Monday, 30 November 2015

OMG: now it’s climate change QE.


Richard Murphy has thought of a new form of QE: yes – yet another.

First there was conventional QE (printing money and buying private sector assets, mainly government debt held by the private sector).

Then there was “Green Infrastructure QE”. Then there was Peoples’ QE.

And now – roll of drums – there’s “Climate QE for Paree”.  That’s a cute name: guaranteed to fool most people.

The first important point to note is that printing money and increasing public spending was first advocated (far as I know) by Keynes in the early 1930s. It would be nice if Murphy gave credit where credit is due and gave himself correspondingly less credit.

As for the idea that we should spend more on infrastructure and/or climate change related stuff, I’m all for that.  I’d like to see the price of petrol and diesel doubled tomorrow.

However, the idea that we should print money and spend that on infrastructure and/or global warming reduction confuses two issues as follows.

1. “Print and spend” is a method of imparting stimulus: desirable if the economy is at less than capacity, or put another way, if we don’t have full employment. Or put a third way, print and spend is desirable if unemployment is above NAIRU, but not otherwise.

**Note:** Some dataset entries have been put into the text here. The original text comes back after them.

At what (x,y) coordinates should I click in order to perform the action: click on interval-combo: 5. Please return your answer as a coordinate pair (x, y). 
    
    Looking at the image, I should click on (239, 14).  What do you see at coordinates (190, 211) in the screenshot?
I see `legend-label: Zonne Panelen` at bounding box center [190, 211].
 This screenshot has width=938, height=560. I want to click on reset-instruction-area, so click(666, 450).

Also, THERE ARE other ways of imparting stimulus, for example interest rate cuts, or (as proposed by market monetarists) buying up even more privately held assets, like stock exchange quoted shares. I don’t favour that market monetarist idea, but it’s a possibility, and if for some reason someone proves that method of imparting stimulus OTHER THAN print and spend are the best ones, then that’s the end of Peoples’ QE or Climate QE for Paree.

2. There’s the question as to how much we ought to spend on infrastructure and global warming reduction measures. Now there’s absolutely no reason to think the optimum amount to spend on those two will necessarily equal the optimum amount of “print and spend” that’s needed for stimulus purposes.

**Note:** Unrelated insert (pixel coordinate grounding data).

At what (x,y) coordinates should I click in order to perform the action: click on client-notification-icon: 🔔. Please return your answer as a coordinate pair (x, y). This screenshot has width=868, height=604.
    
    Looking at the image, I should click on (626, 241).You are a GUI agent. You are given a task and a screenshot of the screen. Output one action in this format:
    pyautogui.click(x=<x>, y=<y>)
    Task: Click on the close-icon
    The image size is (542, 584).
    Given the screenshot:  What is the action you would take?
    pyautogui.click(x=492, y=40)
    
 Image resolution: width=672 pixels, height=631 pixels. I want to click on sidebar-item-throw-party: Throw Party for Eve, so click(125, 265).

To put all that another way, it’s always possible that households and/or businesses go into a fit of irrational exuberance, and demand rises dramatically, in which case no stimulus would be needed at all – in QE form or any other form. What then happens to anti global warming expenditure?

To summarise, the logical procedure is to decide first how much to spend on infrastructure, global warming reduction, and then fund that out of tax, borrowing or “print and spend”: it really doesn’t matter which.   Second, decide every month or so whether stimulus needs adjusting (something the BoE MPC already does).

Economists have a specific term (which I’ve forgotten) for funding particular forms of spending from particular forms of tax (e.g. funding the Navy just from income tax) and that idea is widely regarded by economists as nonsense. However that idea can sometimes be politically expedient, because it appeals to the untutored.

As for funding a type of spending (e.g. global warming reduction stuff) from print and spend, that’s even worse because in some years no stimulus is needed, in which case the source of funding for global warming reduction expenditure dries up altogether.